## What to do
Find all lines with the word "inch" in the material, then copy them.

## Study material

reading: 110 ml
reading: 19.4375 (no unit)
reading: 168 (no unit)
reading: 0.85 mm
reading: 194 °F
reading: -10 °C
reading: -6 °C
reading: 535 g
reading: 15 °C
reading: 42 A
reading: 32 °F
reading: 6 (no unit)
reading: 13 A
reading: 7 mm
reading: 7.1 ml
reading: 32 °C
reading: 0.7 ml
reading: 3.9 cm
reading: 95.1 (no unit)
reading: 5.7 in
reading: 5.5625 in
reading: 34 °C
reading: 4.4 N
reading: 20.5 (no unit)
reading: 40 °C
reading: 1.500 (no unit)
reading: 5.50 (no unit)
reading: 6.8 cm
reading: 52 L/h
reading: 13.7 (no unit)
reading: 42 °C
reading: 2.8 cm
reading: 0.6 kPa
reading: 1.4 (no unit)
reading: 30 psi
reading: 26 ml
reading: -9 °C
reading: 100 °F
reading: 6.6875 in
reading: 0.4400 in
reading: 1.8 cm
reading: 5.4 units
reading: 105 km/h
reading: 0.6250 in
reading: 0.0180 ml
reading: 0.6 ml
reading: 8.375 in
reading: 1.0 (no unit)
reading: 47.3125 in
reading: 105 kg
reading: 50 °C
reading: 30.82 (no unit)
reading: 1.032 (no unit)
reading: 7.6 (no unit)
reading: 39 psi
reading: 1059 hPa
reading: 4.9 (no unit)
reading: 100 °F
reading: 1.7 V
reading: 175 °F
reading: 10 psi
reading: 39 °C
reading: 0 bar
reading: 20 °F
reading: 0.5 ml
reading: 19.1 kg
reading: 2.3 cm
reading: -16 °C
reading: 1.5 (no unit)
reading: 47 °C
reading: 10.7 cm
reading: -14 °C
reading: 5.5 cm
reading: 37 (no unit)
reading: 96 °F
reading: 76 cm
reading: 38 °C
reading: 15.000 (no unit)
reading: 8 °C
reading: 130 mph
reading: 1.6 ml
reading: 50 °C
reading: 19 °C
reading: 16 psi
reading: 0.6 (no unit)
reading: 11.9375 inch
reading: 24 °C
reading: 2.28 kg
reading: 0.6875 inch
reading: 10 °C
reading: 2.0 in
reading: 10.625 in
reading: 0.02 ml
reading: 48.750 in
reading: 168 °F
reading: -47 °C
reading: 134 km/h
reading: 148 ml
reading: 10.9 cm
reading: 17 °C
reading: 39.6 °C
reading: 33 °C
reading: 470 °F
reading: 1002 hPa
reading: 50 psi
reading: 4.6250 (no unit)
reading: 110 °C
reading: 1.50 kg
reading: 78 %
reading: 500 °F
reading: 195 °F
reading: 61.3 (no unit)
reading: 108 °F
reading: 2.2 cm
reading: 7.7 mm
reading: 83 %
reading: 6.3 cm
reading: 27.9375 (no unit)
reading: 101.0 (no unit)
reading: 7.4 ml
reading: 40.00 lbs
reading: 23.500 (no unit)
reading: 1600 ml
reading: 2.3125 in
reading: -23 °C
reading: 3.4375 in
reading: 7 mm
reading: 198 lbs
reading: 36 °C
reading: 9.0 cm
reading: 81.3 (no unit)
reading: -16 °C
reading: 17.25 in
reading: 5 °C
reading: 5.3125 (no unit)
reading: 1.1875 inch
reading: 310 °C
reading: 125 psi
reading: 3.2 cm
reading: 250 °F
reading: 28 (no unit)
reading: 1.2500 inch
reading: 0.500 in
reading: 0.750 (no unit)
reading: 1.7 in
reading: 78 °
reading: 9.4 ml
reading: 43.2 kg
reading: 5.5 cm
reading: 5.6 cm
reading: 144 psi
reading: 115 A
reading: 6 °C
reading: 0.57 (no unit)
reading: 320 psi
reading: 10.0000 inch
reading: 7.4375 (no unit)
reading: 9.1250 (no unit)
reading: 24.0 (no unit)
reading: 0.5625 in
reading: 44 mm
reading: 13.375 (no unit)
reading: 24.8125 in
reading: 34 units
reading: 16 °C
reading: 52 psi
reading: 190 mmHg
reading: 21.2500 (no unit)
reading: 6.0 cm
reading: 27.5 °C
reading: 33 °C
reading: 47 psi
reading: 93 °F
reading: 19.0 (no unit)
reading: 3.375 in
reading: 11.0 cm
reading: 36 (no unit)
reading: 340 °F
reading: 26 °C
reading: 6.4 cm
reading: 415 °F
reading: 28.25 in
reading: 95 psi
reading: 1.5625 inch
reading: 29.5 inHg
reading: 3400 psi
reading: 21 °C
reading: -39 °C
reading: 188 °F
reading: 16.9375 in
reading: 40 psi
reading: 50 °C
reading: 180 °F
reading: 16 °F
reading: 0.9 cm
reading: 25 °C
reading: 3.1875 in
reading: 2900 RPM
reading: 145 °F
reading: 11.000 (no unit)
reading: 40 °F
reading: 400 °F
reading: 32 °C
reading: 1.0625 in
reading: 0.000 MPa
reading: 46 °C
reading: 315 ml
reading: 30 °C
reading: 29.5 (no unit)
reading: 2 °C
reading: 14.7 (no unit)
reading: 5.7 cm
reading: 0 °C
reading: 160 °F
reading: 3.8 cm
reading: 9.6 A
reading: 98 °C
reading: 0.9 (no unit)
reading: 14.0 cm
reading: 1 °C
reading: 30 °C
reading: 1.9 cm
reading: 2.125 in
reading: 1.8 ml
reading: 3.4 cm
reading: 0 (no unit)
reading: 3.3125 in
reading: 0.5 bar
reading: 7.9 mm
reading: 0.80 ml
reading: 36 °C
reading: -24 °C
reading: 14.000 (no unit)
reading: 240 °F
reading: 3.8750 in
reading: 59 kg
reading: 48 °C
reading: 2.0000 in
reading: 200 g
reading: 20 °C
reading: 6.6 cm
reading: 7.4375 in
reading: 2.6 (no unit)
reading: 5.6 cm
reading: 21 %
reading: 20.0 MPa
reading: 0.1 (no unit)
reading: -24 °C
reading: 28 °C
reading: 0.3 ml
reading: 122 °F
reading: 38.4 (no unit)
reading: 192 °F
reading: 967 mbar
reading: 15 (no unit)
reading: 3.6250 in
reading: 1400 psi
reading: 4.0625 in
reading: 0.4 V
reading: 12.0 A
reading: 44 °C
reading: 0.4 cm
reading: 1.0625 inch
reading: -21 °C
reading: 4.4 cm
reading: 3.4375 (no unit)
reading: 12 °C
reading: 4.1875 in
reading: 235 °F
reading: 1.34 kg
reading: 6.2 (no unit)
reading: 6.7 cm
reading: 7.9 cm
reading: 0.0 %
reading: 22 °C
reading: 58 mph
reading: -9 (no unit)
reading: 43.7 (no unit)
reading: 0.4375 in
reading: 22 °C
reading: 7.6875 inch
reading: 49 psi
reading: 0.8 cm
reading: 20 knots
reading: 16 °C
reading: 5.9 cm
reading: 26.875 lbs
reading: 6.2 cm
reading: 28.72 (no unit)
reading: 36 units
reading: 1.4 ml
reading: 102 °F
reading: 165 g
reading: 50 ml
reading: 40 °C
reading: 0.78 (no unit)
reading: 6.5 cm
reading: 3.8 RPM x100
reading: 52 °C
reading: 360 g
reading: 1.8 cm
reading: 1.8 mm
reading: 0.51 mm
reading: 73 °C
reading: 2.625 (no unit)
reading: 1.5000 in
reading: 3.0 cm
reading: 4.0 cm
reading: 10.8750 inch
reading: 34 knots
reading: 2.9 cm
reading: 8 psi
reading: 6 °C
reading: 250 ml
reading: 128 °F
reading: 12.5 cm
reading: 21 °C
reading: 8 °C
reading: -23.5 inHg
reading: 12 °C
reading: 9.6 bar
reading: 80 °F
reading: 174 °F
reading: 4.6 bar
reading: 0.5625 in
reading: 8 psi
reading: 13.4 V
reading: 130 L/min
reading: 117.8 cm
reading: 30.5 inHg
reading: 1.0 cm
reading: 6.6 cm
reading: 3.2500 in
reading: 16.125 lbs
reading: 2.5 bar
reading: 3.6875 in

## Task solution
reading: 11.9375 inch
reading: 0.6875 inch
reading: 1.1875 inch
reading: 1.2500 inch
reading: 10.0000 inch
reading: 1.5625 inch
reading: 1.0625 inch
reading: 7.6875 inch
reading: 10.8750 inch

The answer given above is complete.